Of course war didn’t go away, as USS MISSOURI and her fellow
ships were soon part of hot proxy battles in the Cold War. These were real
fights where real men and women, uniformed and civilian, fought and died,
losing limbs and loved ones. It was, unfortunately, much of the same, just on a
smaller scale.
But a world war as we know it is a thing of the past. WWII
was really the only time in history where every country and every person on the
planet was somehow involved. Governments needed to choose Axis or Allies and
bear arms in support. Every man and woman was either fighting or somehow
supporting the fight. The most distant hideaways were still under the watchful
eyes of both sides, either or both ready to pounce on any traveler.

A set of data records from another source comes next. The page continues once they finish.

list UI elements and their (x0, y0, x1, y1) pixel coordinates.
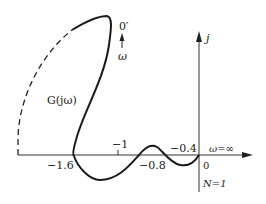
tick-label-minus-1-6: −1.6 (47, 159, 74, 172)
up-arrow-icon (120, 33, 125, 41)
tick-label-minus-0-8: −0.8 (139, 159, 166, 172)
omega-infinity-label: ω=∞ (209, 143, 234, 154)
omega-direction-arrow (120, 33, 125, 48)
tick-label-minus-1: −1 (112, 138, 128, 151)
tick-label-minus-0-4: −0.4 (170, 142, 197, 155)
omega-label: ω (118, 50, 127, 63)
dashed-arc (18, 30, 72, 155)
imaginary-axis (196, 31, 202, 192)
imag-axis-arrow-icon (196, 31, 202, 42)
curve-label: G(jω) (47, 94, 77, 107)
origin-label: 0 (203, 160, 209, 171)
real-axis-arrow-icon (242, 152, 253, 158)
encirclement-label: N=1 (202, 178, 227, 189)
imag-axis-label: j (203, 32, 210, 45)
omega-start-label: 0′ (119, 20, 129, 33)
nyquist-diagram: 0′ ω j G(jω) −1.6 −1 −0.8 −0.4 ω=∞ 0 N=1 (0, 0, 266, 204)
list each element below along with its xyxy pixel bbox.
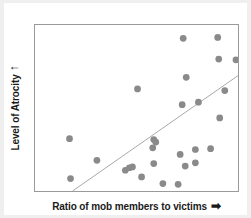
x-axis-label: Ratio of mob members to victims ➡ [52, 200, 221, 212]
scatter-plot-area [34, 24, 239, 192]
x-axis-label-container: Ratio of mob members to victims ➡ [34, 196, 239, 216]
data-point [129, 164, 136, 171]
scatter-plot-svg [35, 25, 238, 191]
data-point [138, 174, 145, 181]
data-point [192, 159, 199, 166]
data-point [182, 163, 189, 170]
y-axis-label-container: Level of Atrocity ↑ [0, 24, 30, 192]
x-axis-label-text: Ratio of mob members to victims [52, 201, 207, 212]
data-point [150, 160, 157, 167]
data-point [215, 56, 222, 63]
data-point [175, 181, 182, 188]
y-axis-label-text: Level of Atrocity [10, 74, 21, 150]
y-axis-label: Level of Atrocity ↑ [9, 65, 21, 150]
data-point [67, 175, 74, 182]
trendline-segment [73, 76, 238, 191]
figure-page: Level of Atrocity ↑ Ratio of mob members… [0, 0, 251, 218]
y-axis-arrow-icon: ↑ [9, 65, 21, 71]
x-axis-arrow-icon: ➡ [211, 200, 221, 212]
data-point [233, 57, 238, 64]
data-point [221, 87, 228, 94]
data-point [195, 99, 202, 106]
data-point [214, 34, 221, 41]
data-point [134, 86, 141, 93]
trendline [73, 76, 238, 191]
data-point [179, 101, 186, 108]
data-point [160, 180, 167, 187]
data-point [94, 157, 101, 164]
data-point [177, 151, 184, 158]
data-point [152, 139, 159, 146]
data-point [192, 146, 199, 153]
data-point [66, 135, 73, 142]
data-point [216, 115, 223, 122]
data-point [183, 74, 190, 81]
data-point [149, 144, 156, 151]
data-point [180, 35, 187, 42]
data-point [207, 145, 214, 152]
data-points [66, 34, 238, 188]
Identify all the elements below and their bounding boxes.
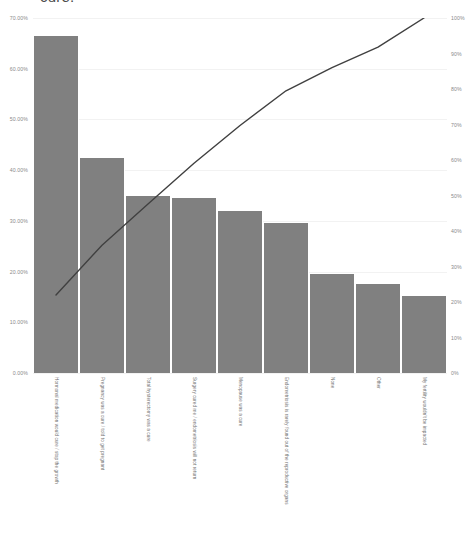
- bar-slot: [309, 18, 355, 373]
- y-tick-left: 20.00%: [10, 269, 28, 275]
- y-tick-left: 0.00%: [13, 370, 28, 376]
- bar-slot: [33, 18, 79, 373]
- pareto-chart: cure. 0.00%10.00%20.00%30.00%40.00%50.00…: [0, 0, 466, 546]
- bar[interactable]: [217, 211, 263, 373]
- y-tick-left: 60.00%: [10, 66, 28, 72]
- y-tick-left: 50.00%: [10, 116, 28, 122]
- y-tick-right: 40%: [451, 228, 462, 234]
- y-tick-right: 10%: [451, 335, 462, 341]
- bar-slot: [79, 18, 125, 373]
- x-label-slot: Pregnancy was a cure / told to get pregn…: [79, 377, 125, 546]
- x-label-slot: Endometriosis is rarely found out of the…: [263, 377, 309, 546]
- x-axis-label: My fertility wouldn't be impacted: [422, 377, 427, 445]
- bar[interactable]: [79, 158, 125, 373]
- x-axis-label: Endometriosis is rarely found out of the…: [284, 377, 289, 505]
- bar[interactable]: [401, 296, 447, 373]
- bar[interactable]: [355, 284, 401, 373]
- bar-slot: [171, 18, 217, 373]
- y-tick-right: 0%: [451, 370, 459, 376]
- bar-slot: [355, 18, 401, 373]
- chart-title: cure.: [40, 0, 74, 5]
- x-axis-category-labels: Hormonal medication would cure / stop th…: [33, 377, 447, 546]
- x-axis-label: Menopause was a cure: [238, 377, 243, 427]
- x-label-slot: Menopause was a cure: [217, 377, 263, 546]
- x-axis-label: None: [330, 377, 335, 388]
- gridline: [33, 373, 447, 374]
- y-tick-right: 30%: [451, 264, 462, 270]
- y-tick-right: 80%: [451, 86, 462, 92]
- x-label-slot: Surgery cured me / endometriosis will no…: [171, 377, 217, 546]
- x-axis-label: Other: [376, 377, 381, 389]
- bar-slot: [217, 18, 263, 373]
- x-axis-label: Hormonal medication would cure / stop th…: [54, 377, 59, 484]
- y-tick-right: 20%: [451, 299, 462, 305]
- plot-area: [33, 18, 447, 373]
- bar[interactable]: [309, 274, 355, 373]
- y-tick-right: 50%: [451, 193, 462, 199]
- x-label-slot: Hormonal medication would cure / stop th…: [33, 377, 79, 546]
- bar-slot: [401, 18, 447, 373]
- y-tick-left: 40.00%: [10, 167, 28, 173]
- bar-slot: [125, 18, 171, 373]
- bar-series: [33, 18, 447, 373]
- x-label-slot: Other: [355, 377, 401, 546]
- y-axis-left: 0.00%10.00%20.00%30.00%40.00%50.00%60.00…: [0, 18, 31, 373]
- bar[interactable]: [125, 196, 171, 374]
- x-axis-label: Pregnancy was a cure / told to get pregn…: [100, 377, 105, 470]
- bar[interactable]: [263, 223, 309, 373]
- y-tick-right: 100%: [451, 15, 465, 21]
- y-tick-left: 30.00%: [10, 218, 28, 224]
- x-label-slot: None: [309, 377, 355, 546]
- y-tick-left: 10.00%: [10, 319, 28, 325]
- x-label-slot: My fertility wouldn't be impacted: [401, 377, 447, 546]
- x-label-slot: Total hysterectomy was a cure: [125, 377, 171, 546]
- x-axis-label: Total hysterectomy was a cure: [146, 377, 151, 442]
- bar[interactable]: [171, 198, 217, 373]
- y-tick-left: 70.00%: [10, 15, 28, 21]
- y-tick-right: 60%: [451, 157, 462, 163]
- y-tick-right: 90%: [451, 51, 462, 57]
- x-axis-label: Surgery cured me / endometriosis will no…: [192, 377, 197, 479]
- y-axis-right: 0%10%20%30%40%50%60%70%80%90%100%: [449, 18, 466, 373]
- bar-slot: [263, 18, 309, 373]
- y-tick-right: 70%: [451, 122, 462, 128]
- bar[interactable]: [33, 36, 79, 373]
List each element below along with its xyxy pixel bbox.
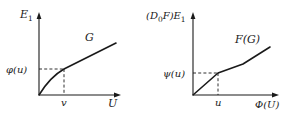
diagram-svg: E1 G φ(u) v U (D0F)E1 F(G) ψ(u) u Φ(U)	[0, 0, 288, 122]
right-y-mark-label: ψ(u)	[163, 68, 185, 79]
left-x-axis-label: U	[108, 97, 118, 110]
left-curve-label: G	[85, 31, 94, 44]
left-x-mark-label: v	[61, 97, 67, 108]
right-curve-FG	[193, 47, 270, 95]
left-y-axis-arrow-icon	[37, 12, 42, 19]
left-panel: E1 G φ(u) v U	[6, 8, 121, 110]
right-y-axis-label: (D0F)E1	[146, 10, 186, 24]
right-y-axis-arrow-icon	[191, 12, 196, 19]
right-x-axis-arrow-icon	[272, 93, 279, 98]
left-y-axis-label: E1	[19, 8, 33, 23]
right-panel: (D0F)E1 F(G) ψ(u) u Φ(U)	[146, 10, 280, 110]
right-x-mark-label: u	[215, 97, 221, 108]
right-curve-label: F(G)	[234, 33, 260, 46]
diagram-canvas: E1 G φ(u) v U (D0F)E1 F(G) ψ(u) u Φ(U)	[0, 0, 288, 122]
left-y-mark-label: φ(u)	[6, 64, 27, 75]
right-x-axis-label: Φ(U)	[255, 99, 280, 110]
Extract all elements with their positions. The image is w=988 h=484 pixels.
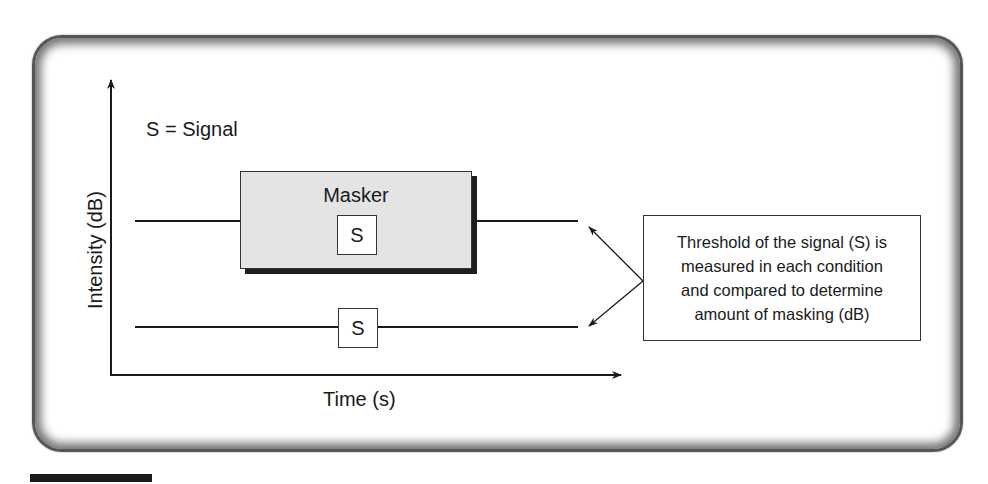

And while the conflagration took the greatest number of lives
ever seen, we still recognize it as warfare we understand. Battlefields are
preserved with stray armaments left strategically for tourists. Monuments in
towns large and small stand to commemorate the dead, sometimes listing the
fallen by name. Looking out from the bow of USS MISSOURI, where she is now
moored in Pearl Harbor, and not even a long par-4 play away lies USS ARIZONA in
her watery grave. Above her the famous white monument hovering just above the Hawaiian
waters with each name of the dead sailors and marines carved into a marble
wall. Such commemorations have been that way since the beginning of the US
republic and for much of the rest of the world from the time of the written
word.
Another world war will get no such remembrance. Another world
war, where every nation chooses a side, when they put all of their military industry
into combat, would look nothing like the usual run up of troops getting to the
front. For the next world war would be nuclear aerial assault, with an initial
wave of missiles taking an hour or so to start the conflict and whatever
bombers that are left still flying following soon after to mop up what hadn’t been destroyed. Few would be
remembered as there would be little left. Hundreds of millions of bodies would
instantly evaporate; some might be far enough away from the blast zones to
leave a shadow of their burned remains on the pavement where they stood. The
battlefields would be where survivors remain; no memorials to the dead with record
books gone and computers destroyed.
I offer neither disarmament nor first strike as solutions to
our problems. But today would be a good time for all to reflect about what
transpired during those few minutes in Tokyo Bay 75 years ago. Since that ink
dried mankind has not tamed its bad natures. But maybe in a prayer for peace we
can resolve never let our world get to that point of no return. Success would
mean that those many veterans buried in our cemeteries did not die in vain.